Certificate-based vs PSK authentication — tradeoffs for embedded?
Certificate-based authentication uses X.509 certificates and public-key cryptography. The server presents its certificate, the client verifies it against a trusted CA certificate, and optionally the client presents its own certificate (mutual TLS / mTLS). This is the standard approach for internet-facing devices and cloud services. Tradeoffs: parsing and verifying certificates requires code space (~20-40 KB for X.509 parsing) and RAM (~5-10 KB for certificate chains). The asymmetric crypto is CPU-intensive. You need to manage certificates — provision a unique client certificate per device during manufacturing, bundle the server's CA certificate in firmware, and handle certificate rotation and expiration.
Pre-Shared Key (PSK) authentication uses a symmetric key shared between client and server during provisioning. The TLS handshake is dramatically simpler: no certificates to parse, no asymmetric crypto, no CA chain validation. A PSK handshake on a Cortex-M0 completes in milliseconds rather than seconds, uses 1-2 KB of RAM instead of 10+ KB, and requires minimal code. PSK is defined in RFC 4279 and supported by mbedTLS, wolfSSL, and BearSSL.
The tradeoffs: PSK has significant security and operational limitations. Each device must have a unique PSK provisioned during manufacturing — if a single key is shared across all devices, compromising one device compromises the entire fleet. PSK does not support server identity verification the way certificates do (you trust whoever knows the PSK). PSK does not provide forward secrecy unless combined with DHE (DHE-PSK cipher suites). And PSK key rotation requires touching every device. For small fleets with controlled provisioning (factory equipment, lab instruments), PSK is practical and efficient. For large-scale IoT deployments (thousands of consumer devices connecting to a cloud service), certificate-based mTLS with ECDSA is the industry standard — the upfront complexity pays off in scalable identity management, integration with cloud IoT platforms (AWS IoT, Azure IoT Hub), and proper forward secrecy.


> TASK PROMPT:
Please restate each entry that appears below word for word, without its pictures.

> DATA:
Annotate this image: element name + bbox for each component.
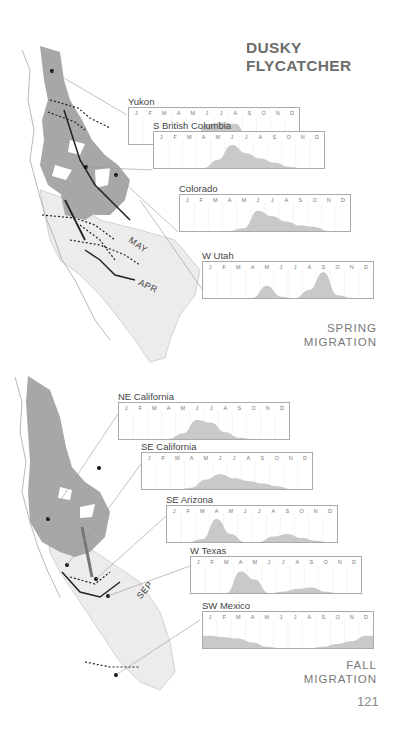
svg-text:O: O xyxy=(251,405,256,411)
svg-text:O: O xyxy=(323,559,328,565)
svg-text:J: J xyxy=(231,134,234,140)
svg-text:S: S xyxy=(310,559,314,565)
svg-text:F: F xyxy=(139,405,143,411)
svg-text:J: J xyxy=(160,134,163,140)
svg-text:D: D xyxy=(352,559,356,565)
svg-text:F: F xyxy=(223,264,227,270)
svg-text:J: J xyxy=(197,559,200,565)
svg-text:J: J xyxy=(196,405,199,411)
svg-text:A: A xyxy=(223,405,227,411)
svg-text:M: M xyxy=(228,508,233,514)
svg-text:F: F xyxy=(162,455,166,461)
svg-text:F: F xyxy=(187,508,191,514)
svg-text:J: J xyxy=(219,455,222,461)
chart-title: W Texas xyxy=(190,545,226,556)
svg-text:J: J xyxy=(209,264,212,270)
svg-text:J: J xyxy=(206,110,209,116)
svg-text:S: S xyxy=(286,508,290,514)
svg-text:J: J xyxy=(280,614,283,620)
svg-text:A: A xyxy=(307,614,311,620)
svg-text:M: M xyxy=(215,134,220,140)
svg-text:N: N xyxy=(327,197,331,203)
svg-text:D: D xyxy=(315,134,319,140)
svg-text:A: A xyxy=(251,264,255,270)
svg-text:A: A xyxy=(271,508,275,514)
svg-text:A: A xyxy=(307,264,311,270)
chart-title: Yukon xyxy=(128,96,154,107)
svg-text:S: S xyxy=(322,264,326,270)
chart-title: SE California xyxy=(141,441,196,452)
spring-migration-label: SPRING MIGRATION xyxy=(304,321,377,349)
svg-text:D: D xyxy=(341,197,345,203)
chart-title: Colorado xyxy=(179,183,218,194)
svg-text:A: A xyxy=(239,559,243,565)
svg-text:M: M xyxy=(224,559,229,565)
svg-text:M: M xyxy=(264,614,269,620)
svg-text:J: J xyxy=(271,197,274,203)
svg-text:O: O xyxy=(335,614,340,620)
svg-text:O: O xyxy=(274,455,279,461)
svg-text:D: D xyxy=(328,508,332,514)
chart-title: S British Columbia xyxy=(153,120,231,131)
svg-text:F: F xyxy=(200,197,204,203)
chart-title: SW Mexico xyxy=(202,600,250,611)
svg-text:A: A xyxy=(190,455,194,461)
svg-text:A: A xyxy=(177,110,181,116)
svg-text:S: S xyxy=(273,134,277,140)
chart-title: NE California xyxy=(118,391,174,402)
svg-text:N: N xyxy=(350,264,354,270)
svg-text:S: S xyxy=(261,455,265,461)
svg-text:J: J xyxy=(173,508,176,514)
page-number: 121 xyxy=(357,694,379,709)
svg-text:J: J xyxy=(282,559,285,565)
svg-text:M: M xyxy=(264,264,269,270)
svg-text:A: A xyxy=(284,197,288,203)
svg-text:N: N xyxy=(350,614,354,620)
svg-text:O: O xyxy=(261,110,266,116)
svg-text:A: A xyxy=(251,614,255,620)
svg-text:N: N xyxy=(314,508,318,514)
svg-text:O: O xyxy=(299,508,304,514)
svg-text:M: M xyxy=(200,508,205,514)
svg-text:J: J xyxy=(245,134,248,140)
svg-text:J: J xyxy=(186,197,189,203)
fall-migration-label: FALL MIGRATION xyxy=(304,658,377,686)
svg-text:J: J xyxy=(220,110,223,116)
svg-text:J: J xyxy=(294,264,297,270)
svg-text:D: D xyxy=(364,264,368,270)
svg-text:J: J xyxy=(135,110,138,116)
svg-text:M: M xyxy=(236,614,241,620)
svg-text:D: D xyxy=(280,405,284,411)
svg-text:N: N xyxy=(289,455,293,461)
svg-text:A: A xyxy=(202,134,206,140)
svg-text:J: J xyxy=(258,508,261,514)
svg-text:F: F xyxy=(174,134,178,140)
svg-text:N: N xyxy=(301,134,305,140)
svg-text:A: A xyxy=(215,508,219,514)
svg-text:O: O xyxy=(335,264,340,270)
svg-text:M: M xyxy=(152,405,157,411)
svg-text:D: D xyxy=(364,614,368,620)
svg-text:A: A xyxy=(233,110,237,116)
svg-text:M: M xyxy=(203,455,208,461)
svg-text:M: M xyxy=(175,455,180,461)
svg-text:A: A xyxy=(258,134,262,140)
svg-text:M: M xyxy=(252,559,257,565)
svg-text:J: J xyxy=(244,508,247,514)
svg-text:A: A xyxy=(167,405,171,411)
svg-text:M: M xyxy=(162,110,167,116)
svg-text:D: D xyxy=(290,110,294,116)
svg-text:N: N xyxy=(338,559,342,565)
svg-text:S: S xyxy=(299,197,303,203)
svg-text:J: J xyxy=(125,405,128,411)
svg-text:M: M xyxy=(213,197,218,203)
svg-text:S: S xyxy=(322,614,326,620)
svg-text:F: F xyxy=(223,614,227,620)
page-title: DUSKY FLYCATCHER xyxy=(246,39,405,75)
svg-text:M: M xyxy=(236,264,241,270)
svg-text:J: J xyxy=(280,264,283,270)
svg-text:J: J xyxy=(257,197,260,203)
svg-text:N: N xyxy=(276,110,280,116)
svg-text:F: F xyxy=(149,110,153,116)
svg-text:N: N xyxy=(266,405,270,411)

> YOUR SOLUTION:
Annotate this image: element name + bbox for each component.
svg-text:O: O xyxy=(251,405,256,411)
svg-text:O: O xyxy=(323,559,328,565)
svg-text:J: J xyxy=(231,134,234,140)
svg-text:S: S xyxy=(310,559,314,565)
svg-text:F: F xyxy=(139,405,143,411)
svg-text:J: J xyxy=(160,134,163,140)
svg-text:D: D xyxy=(352,559,356,565)
svg-text:F: F xyxy=(223,264,227,270)
svg-text:J: J xyxy=(197,559,200,565)
svg-text:J: J xyxy=(196,405,199,411)
svg-text:A: A xyxy=(223,405,227,411)
svg-text:M: M xyxy=(228,508,233,514)
svg-text:F: F xyxy=(162,455,166,461)
svg-text:F: F xyxy=(187,508,191,514)
svg-text:J: J xyxy=(219,455,222,461)
chart-title: W Texas xyxy=(190,545,226,556)
svg-text:J: J xyxy=(209,264,212,270)
svg-text:J: J xyxy=(206,110,209,116)
svg-text:S: S xyxy=(286,508,290,514)
svg-text:J: J xyxy=(280,614,283,620)
svg-text:A: A xyxy=(307,614,311,620)
svg-text:M: M xyxy=(215,134,220,140)
svg-text:N: N xyxy=(327,197,331,203)
svg-text:D: D xyxy=(315,134,319,140)
svg-text:A: A xyxy=(251,264,255,270)
svg-text:A: A xyxy=(271,508,275,514)
svg-text:A: A xyxy=(307,264,311,270)
chart-title: Yukon xyxy=(128,96,154,107)
svg-text:S: S xyxy=(322,264,326,270)
chart-title: SE California xyxy=(141,441,196,452)
spring-migration-label: SPRING MIGRATION xyxy=(304,321,377,349)
svg-text:D: D xyxy=(341,197,345,203)
chart-title: Colorado xyxy=(179,183,218,194)
svg-text:A: A xyxy=(239,559,243,565)
svg-text:M: M xyxy=(224,559,229,565)
svg-text:M: M xyxy=(264,614,269,620)
svg-text:J: J xyxy=(271,197,274,203)
svg-text:O: O xyxy=(335,614,340,620)
svg-text:O: O xyxy=(274,455,279,461)
svg-text:D: D xyxy=(328,508,332,514)
chart-title: S British Columbia xyxy=(153,120,231,131)
svg-text:F: F xyxy=(200,197,204,203)
chart-title: SW Mexico xyxy=(202,600,250,611)
svg-text:A: A xyxy=(190,455,194,461)
svg-text:A: A xyxy=(177,110,181,116)
svg-text:S: S xyxy=(273,134,277,140)
chart-title: NE California xyxy=(118,391,174,402)
svg-text:N: N xyxy=(350,264,354,270)
svg-text:S: S xyxy=(261,455,265,461)
svg-text:J: J xyxy=(173,508,176,514)
page-number: 121 xyxy=(357,694,379,709)
svg-text:J: J xyxy=(282,559,285,565)
svg-text:M: M xyxy=(264,264,269,270)
svg-text:A: A xyxy=(284,197,288,203)
svg-text:N: N xyxy=(350,614,354,620)
svg-text:O: O xyxy=(261,110,266,116)
svg-text:A: A xyxy=(251,614,255,620)
svg-text:N: N xyxy=(314,508,318,514)
svg-text:O: O xyxy=(299,508,304,514)
svg-text:M: M xyxy=(200,508,205,514)
svg-text:J: J xyxy=(245,134,248,140)
svg-text:J: J xyxy=(186,197,189,203)
fall-migration-label: FALL MIGRATION xyxy=(304,658,377,686)
svg-text:J: J xyxy=(220,110,223,116)
svg-text:J: J xyxy=(294,264,297,270)
svg-text:D: D xyxy=(364,264,368,270)
svg-text:J: J xyxy=(135,110,138,116)
svg-text:M: M xyxy=(236,614,241,620)
svg-text:D: D xyxy=(280,405,284,411)
svg-text:N: N xyxy=(289,455,293,461)
svg-text:A: A xyxy=(202,134,206,140)
svg-text:J: J xyxy=(258,508,261,514)
svg-text:F: F xyxy=(174,134,178,140)
svg-text:N: N xyxy=(301,134,305,140)
svg-text:A: A xyxy=(215,508,219,514)
svg-text:O: O xyxy=(335,264,340,270)
svg-text:M: M xyxy=(152,405,157,411)
svg-text:D: D xyxy=(364,614,368,620)
svg-text:A: A xyxy=(233,110,237,116)
svg-text:M: M xyxy=(203,455,208,461)
svg-text:M: M xyxy=(175,455,180,461)
svg-text:A: A xyxy=(258,134,262,140)
svg-text:M: M xyxy=(252,559,257,565)
svg-text:J: J xyxy=(244,508,247,514)
svg-text:A: A xyxy=(167,405,171,411)
svg-text:M: M xyxy=(162,110,167,116)
svg-text:D: D xyxy=(290,110,294,116)
svg-text:N: N xyxy=(338,559,342,565)
svg-text:S: S xyxy=(299,197,303,203)
svg-text:J: J xyxy=(125,405,128,411)
svg-text:M: M xyxy=(213,197,218,203)
svg-text:S: S xyxy=(322,614,326,620)
svg-text:F: F xyxy=(223,614,227,620)
page-title: DUSKY FLYCATCHER xyxy=(246,39,405,75)
svg-text:M: M xyxy=(236,264,241,270)
svg-text:J: J xyxy=(280,264,283,270)
svg-text:J: J xyxy=(257,197,260,203)
svg-text:N: N xyxy=(276,110,280,116)
svg-text:F: F xyxy=(149,110,153,116)
svg-text:N: N xyxy=(266,405,270,411)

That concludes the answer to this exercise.